Death of a Salesman_ Certain Private Conversations in Two Acts and a Requiem - Miller, Arthur [10]
Death of a Salesman, Miller has said, is a play with “more pity and less judgment” than All My Sons. There is no crime and hence no ultimate culpability (beyond guilt for sexual betrayal), only a baffled man and his sons trying to find their way through a world of images—dazzling dreams and fantasies—in the knowledge that they have failed by the standards they have chosen to believe are fundamental. Willy has, as Biff alone understands, all the wrong dreams but, as Charley observes, they go with the territory. They are the dreams of a salesman reaching for the clouds, smiling desperately in the hope that people will smile back. He is “kind of temporary” because he has placed his faith in the future while being haunted by the past. Needing love and respect he is blind to those who offer it, dedicated as he is to the eternal American quest of a transformed tomorrow. What else can he do, then, but climb back into his car and drive off to a death which at last will bring the reward he has chased so determinedly, a reward which will expiate his sense of guilt, justify his life, and hand on to another generation the burden of belief which has corroded his soul but to which he has clung until the end.
When a film version was made, Columbia Pictures insisted (until a threatened lawsuit persuaded them otherwise) on releasing it with a short film stressing the wonderful life-style and social utility of the salesman. They might be said to have missed the point somewhat. However, in one respect they recognized the force of the salesman as a potent image of the society they evidently wished to defend. He sells hope. And to do that he must first sell himself. However, the success of the play throughout the world, over a period of nearly fifty years, shows that if Willy’s is an American dream, it is also a dream shared by all those who are aware of the gap between what they might have been and what they are, who need to believe that their children will reach out for a prize that eluded them, and who feel that the demands of reality are too peremptory and relentless to be sustained without hope of a transformed tomorrow.
NOTES TO THE INTRODUCTION
1. If the play were set at the time of its composition the scenes from the past would date back to 1931, but we have Miller’s assurance that “For Willy it meant the American 1920s, the time when it all seemed to be coasting, expanding opportunity everywhere, the dream in full bloom” (Salesman in Beijing [New York and London, 1984], p. 108).
2. Arthur Miller, Timebends: A Life (New York and London, 1987), p. 122. All future references are incorporated in the text.
3. Jo Mielziner, Designing for the Theater: A Memoir and a Portfolio (New York, 1965), p. 25.
4. Robert A. Martin and Steven R. Centola, eds., The Theater Essays of Arthur Miller (New York, 1996), p. 423.
5. Kenneth Thorpe Rowe, A Theater in Your Head (New York, 1960), pp. 48-49.
6. Salesman in Beijing, p. 27.
7. Eric Bentley, In Search of Theater (London, 1954), p. 85. Interestingly, in another book, What Is Theatre?, he argues that there is a confusion between the political and the sexual realm, with the key scene being that with the tape recorder, if it is a political play, or that set in the Boston hotel room, if it is a sexual play, quite as though the two acts of betrayal and denial were wholly separate. In fact, for Miller, the private and the public are intimately connected and betrayal all of a piece.
8. Matthew C. Roudane, Conversations with Arthur Miller (Jackson, Mississippi, 1987), p. 15.
9. Rhoda Koenig, “Seduced by Salesman’s Patter,” The Sunday Times, London, October 20, 1996, 10.4.
10. Mary McCarthy, Sights and Spectacles: 1937-1958 (London, 1959), pp. xxiii, xv.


* _Assigned task_
The entries follow. Copy every line in which "curve" appears.

* _Input data_
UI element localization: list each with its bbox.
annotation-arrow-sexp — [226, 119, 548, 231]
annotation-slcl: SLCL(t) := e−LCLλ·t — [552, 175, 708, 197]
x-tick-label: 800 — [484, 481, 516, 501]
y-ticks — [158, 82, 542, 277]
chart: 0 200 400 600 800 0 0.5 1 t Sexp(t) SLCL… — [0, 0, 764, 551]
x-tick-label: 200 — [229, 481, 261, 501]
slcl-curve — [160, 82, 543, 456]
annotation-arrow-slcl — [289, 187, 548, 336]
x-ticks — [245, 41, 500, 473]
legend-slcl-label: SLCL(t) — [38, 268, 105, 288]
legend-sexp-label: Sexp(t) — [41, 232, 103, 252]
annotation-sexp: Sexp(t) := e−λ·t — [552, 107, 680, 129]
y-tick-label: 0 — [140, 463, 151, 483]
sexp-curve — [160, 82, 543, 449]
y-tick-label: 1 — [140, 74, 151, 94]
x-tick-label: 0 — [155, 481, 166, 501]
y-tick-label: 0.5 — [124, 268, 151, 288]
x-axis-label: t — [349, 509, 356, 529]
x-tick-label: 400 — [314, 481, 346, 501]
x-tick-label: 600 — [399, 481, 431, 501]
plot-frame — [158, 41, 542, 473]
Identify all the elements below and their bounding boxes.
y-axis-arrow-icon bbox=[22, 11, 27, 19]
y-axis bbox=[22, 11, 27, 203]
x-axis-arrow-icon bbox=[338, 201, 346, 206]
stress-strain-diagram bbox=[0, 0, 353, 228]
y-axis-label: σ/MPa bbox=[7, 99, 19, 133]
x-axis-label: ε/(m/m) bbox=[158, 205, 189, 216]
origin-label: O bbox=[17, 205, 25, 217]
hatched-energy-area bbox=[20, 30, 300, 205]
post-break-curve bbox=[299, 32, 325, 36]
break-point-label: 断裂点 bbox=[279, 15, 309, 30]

* _Solution_
slcl-curve — [160, 82, 543, 456]
sexp-curve — [160, 82, 543, 449]
post-break-curve bbox=[299, 32, 325, 36]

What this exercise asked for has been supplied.